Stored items
--------------------------------

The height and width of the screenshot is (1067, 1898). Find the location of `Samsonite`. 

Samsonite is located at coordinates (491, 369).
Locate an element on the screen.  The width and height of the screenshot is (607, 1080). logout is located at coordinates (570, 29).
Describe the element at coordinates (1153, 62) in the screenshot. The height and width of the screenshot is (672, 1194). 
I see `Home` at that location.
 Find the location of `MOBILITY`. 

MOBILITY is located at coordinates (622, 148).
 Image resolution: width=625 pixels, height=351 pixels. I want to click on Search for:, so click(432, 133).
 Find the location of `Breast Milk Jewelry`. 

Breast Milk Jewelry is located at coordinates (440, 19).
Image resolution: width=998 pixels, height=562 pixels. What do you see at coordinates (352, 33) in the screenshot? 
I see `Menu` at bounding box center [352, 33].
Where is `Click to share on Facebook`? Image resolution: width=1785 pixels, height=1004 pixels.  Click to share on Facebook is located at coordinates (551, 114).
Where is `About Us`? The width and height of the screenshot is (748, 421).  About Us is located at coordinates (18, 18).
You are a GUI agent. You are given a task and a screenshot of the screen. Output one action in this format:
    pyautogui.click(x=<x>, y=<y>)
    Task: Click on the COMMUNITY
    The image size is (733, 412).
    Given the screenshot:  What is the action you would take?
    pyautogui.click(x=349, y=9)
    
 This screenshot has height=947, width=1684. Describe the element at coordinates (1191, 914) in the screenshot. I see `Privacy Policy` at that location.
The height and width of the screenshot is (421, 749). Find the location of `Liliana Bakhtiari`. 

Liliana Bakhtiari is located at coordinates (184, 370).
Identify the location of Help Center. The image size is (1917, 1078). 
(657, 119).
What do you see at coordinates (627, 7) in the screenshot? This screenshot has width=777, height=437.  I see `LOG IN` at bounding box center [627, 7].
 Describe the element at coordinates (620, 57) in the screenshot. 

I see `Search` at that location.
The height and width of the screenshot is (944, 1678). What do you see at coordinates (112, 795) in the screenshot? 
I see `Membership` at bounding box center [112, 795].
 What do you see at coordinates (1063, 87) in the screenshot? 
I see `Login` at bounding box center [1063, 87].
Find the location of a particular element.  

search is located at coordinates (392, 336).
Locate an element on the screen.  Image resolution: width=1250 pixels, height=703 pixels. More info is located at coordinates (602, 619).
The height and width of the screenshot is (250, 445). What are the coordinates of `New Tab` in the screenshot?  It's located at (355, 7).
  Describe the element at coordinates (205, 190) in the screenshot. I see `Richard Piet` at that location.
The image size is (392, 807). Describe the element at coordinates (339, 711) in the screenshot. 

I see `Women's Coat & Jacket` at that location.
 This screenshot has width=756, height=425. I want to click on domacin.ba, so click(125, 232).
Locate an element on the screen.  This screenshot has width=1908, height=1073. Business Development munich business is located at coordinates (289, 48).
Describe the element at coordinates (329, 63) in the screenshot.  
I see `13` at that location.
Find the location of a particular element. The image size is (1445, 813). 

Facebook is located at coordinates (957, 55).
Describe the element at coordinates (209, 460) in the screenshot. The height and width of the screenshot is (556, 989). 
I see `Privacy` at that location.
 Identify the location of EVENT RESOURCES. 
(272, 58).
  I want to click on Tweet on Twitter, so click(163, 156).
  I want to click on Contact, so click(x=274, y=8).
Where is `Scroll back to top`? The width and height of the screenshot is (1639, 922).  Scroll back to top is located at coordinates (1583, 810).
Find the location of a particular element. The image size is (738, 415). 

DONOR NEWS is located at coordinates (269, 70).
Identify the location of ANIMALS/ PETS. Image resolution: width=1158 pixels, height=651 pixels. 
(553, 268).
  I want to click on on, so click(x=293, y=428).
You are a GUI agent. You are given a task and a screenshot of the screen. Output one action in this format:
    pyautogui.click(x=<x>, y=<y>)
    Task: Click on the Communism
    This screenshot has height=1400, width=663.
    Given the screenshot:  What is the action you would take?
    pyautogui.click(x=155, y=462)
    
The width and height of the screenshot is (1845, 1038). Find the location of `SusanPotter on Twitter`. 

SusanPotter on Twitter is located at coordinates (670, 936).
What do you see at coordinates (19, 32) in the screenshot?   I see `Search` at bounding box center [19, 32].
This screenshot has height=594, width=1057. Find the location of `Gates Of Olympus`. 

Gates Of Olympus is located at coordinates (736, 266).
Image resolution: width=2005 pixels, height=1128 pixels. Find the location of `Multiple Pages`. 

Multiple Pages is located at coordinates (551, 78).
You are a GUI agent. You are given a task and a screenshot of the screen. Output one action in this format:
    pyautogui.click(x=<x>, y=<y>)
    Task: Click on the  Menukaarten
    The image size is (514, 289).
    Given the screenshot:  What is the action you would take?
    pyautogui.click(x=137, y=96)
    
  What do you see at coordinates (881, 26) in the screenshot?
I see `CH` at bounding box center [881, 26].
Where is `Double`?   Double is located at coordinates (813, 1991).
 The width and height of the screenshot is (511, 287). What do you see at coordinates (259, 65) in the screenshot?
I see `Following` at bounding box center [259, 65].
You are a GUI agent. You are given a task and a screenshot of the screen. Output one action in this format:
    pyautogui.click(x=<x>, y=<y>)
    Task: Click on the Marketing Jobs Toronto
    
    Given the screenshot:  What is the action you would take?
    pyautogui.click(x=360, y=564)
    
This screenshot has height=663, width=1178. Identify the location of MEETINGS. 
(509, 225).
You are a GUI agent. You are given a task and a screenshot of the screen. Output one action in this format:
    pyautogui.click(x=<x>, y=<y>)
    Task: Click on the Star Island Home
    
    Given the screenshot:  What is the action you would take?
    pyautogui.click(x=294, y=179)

--------------------------------

Above are the records; set each one down word for word.

### Your response
The height and width of the screenshot is (1067, 1898). Find the location of `Samsonite`. 

Samsonite is located at coordinates (491, 369).
Locate an element on the screen.  The width and height of the screenshot is (607, 1080). logout is located at coordinates (570, 29).
Describe the element at coordinates (1153, 62) in the screenshot. The height and width of the screenshot is (672, 1194). 
I see `Home` at that location.
 Find the location of `MOBILITY`. 

MOBILITY is located at coordinates (622, 148).
 Image resolution: width=625 pixels, height=351 pixels. I want to click on Search for:, so click(432, 133).
 Find the location of `Breast Milk Jewelry`. 

Breast Milk Jewelry is located at coordinates (440, 19).
Image resolution: width=998 pixels, height=562 pixels. What do you see at coordinates (352, 33) in the screenshot? 
I see `Menu` at bounding box center [352, 33].
Where is `Click to share on Facebook`? Image resolution: width=1785 pixels, height=1004 pixels.  Click to share on Facebook is located at coordinates (551, 114).
Where is `About Us`? The width and height of the screenshot is (748, 421).  About Us is located at coordinates (18, 18).
You are a GUI agent. You are given a task and a screenshot of the screen. Output one action in this format:
    pyautogui.click(x=<x>, y=<y>)
    Task: Click on the COMMUNITY
    The image size is (733, 412).
    Given the screenshot:  What is the action you would take?
    pyautogui.click(x=349, y=9)
    
 This screenshot has height=947, width=1684. Describe the element at coordinates (1191, 914) in the screenshot. I see `Privacy Policy` at that location.
The height and width of the screenshot is (421, 749). Find the location of `Liliana Bakhtiari`. 

Liliana Bakhtiari is located at coordinates (184, 370).
Identify the location of Help Center. The image size is (1917, 1078). 
(657, 119).
What do you see at coordinates (627, 7) in the screenshot? This screenshot has width=777, height=437.  I see `LOG IN` at bounding box center [627, 7].
 Describe the element at coordinates (620, 57) in the screenshot. 

I see `Search` at that location.
The height and width of the screenshot is (944, 1678). What do you see at coordinates (112, 795) in the screenshot? 
I see `Membership` at bounding box center [112, 795].
 What do you see at coordinates (1063, 87) in the screenshot? 
I see `Login` at bounding box center [1063, 87].
Find the location of a particular element.  

search is located at coordinates (392, 336).
Locate an element on the screen.  Image resolution: width=1250 pixels, height=703 pixels. More info is located at coordinates (602, 619).
The height and width of the screenshot is (250, 445). What are the coordinates of `New Tab` in the screenshot?  It's located at (355, 7).
  Describe the element at coordinates (205, 190) in the screenshot. I see `Richard Piet` at that location.
The image size is (392, 807). Describe the element at coordinates (339, 711) in the screenshot. 

I see `Women's Coat & Jacket` at that location.
 This screenshot has width=756, height=425. I want to click on domacin.ba, so click(125, 232).
Locate an element on the screen.  This screenshot has width=1908, height=1073. Business Development munich business is located at coordinates (289, 48).
Describe the element at coordinates (329, 63) in the screenshot.  
I see `13` at that location.
Find the location of a particular element. The image size is (1445, 813). 

Facebook is located at coordinates (957, 55).
Describe the element at coordinates (209, 460) in the screenshot. The height and width of the screenshot is (556, 989). 
I see `Privacy` at that location.
 Identify the location of EVENT RESOURCES. 
(272, 58).
  I want to click on Tweet on Twitter, so click(163, 156).
  I want to click on Contact, so click(x=274, y=8).
Where is `Scroll back to top`? The width and height of the screenshot is (1639, 922).  Scroll back to top is located at coordinates (1583, 810).
Find the location of a particular element. The image size is (738, 415). 

DONOR NEWS is located at coordinates (269, 70).
Identify the location of ANIMALS/ PETS. Image resolution: width=1158 pixels, height=651 pixels. 
(553, 268).
  I want to click on on, so click(x=293, y=428).
You are a GUI agent. You are given a task and a screenshot of the screen. Output one action in this format:
    pyautogui.click(x=<x>, y=<y>)
    Task: Click on the Communism
    This screenshot has height=1400, width=663.
    Given the screenshot:  What is the action you would take?
    pyautogui.click(x=155, y=462)
    
The width and height of the screenshot is (1845, 1038). Find the location of `SusanPotter on Twitter`. 

SusanPotter on Twitter is located at coordinates (670, 936).
What do you see at coordinates (19, 32) in the screenshot?   I see `Search` at bounding box center [19, 32].
This screenshot has height=594, width=1057. Find the location of `Gates Of Olympus`. 

Gates Of Olympus is located at coordinates (736, 266).
Image resolution: width=2005 pixels, height=1128 pixels. Find the location of `Multiple Pages`. 

Multiple Pages is located at coordinates (551, 78).
You are a GUI agent. You are given a task and a screenshot of the screen. Output one action in this format:
    pyautogui.click(x=<x>, y=<y>)
    Task: Click on the  Menukaarten
    The image size is (514, 289).
    Given the screenshot:  What is the action you would take?
    pyautogui.click(x=137, y=96)
    
  What do you see at coordinates (881, 26) in the screenshot?
I see `CH` at bounding box center [881, 26].
Where is `Double`?   Double is located at coordinates (813, 1991).
 The width and height of the screenshot is (511, 287). What do you see at coordinates (259, 65) in the screenshot?
I see `Following` at bounding box center [259, 65].
You are a GUI agent. You are given a task and a screenshot of the screen. Output one action in this format:
    pyautogui.click(x=<x>, y=<y>)
    Task: Click on the Marketing Jobs Toronto
    
    Given the screenshot:  What is the action you would take?
    pyautogui.click(x=360, y=564)
    
This screenshot has height=663, width=1178. Identify the location of MEETINGS. 
(509, 225).
You are a GUI agent. You are given a task and a screenshot of the screen. Output one action in this format:
    pyautogui.click(x=<x>, y=<y>)
    Task: Click on the Star Island Home
    
    Given the screenshot:  What is the action you would take?
    pyautogui.click(x=294, y=179)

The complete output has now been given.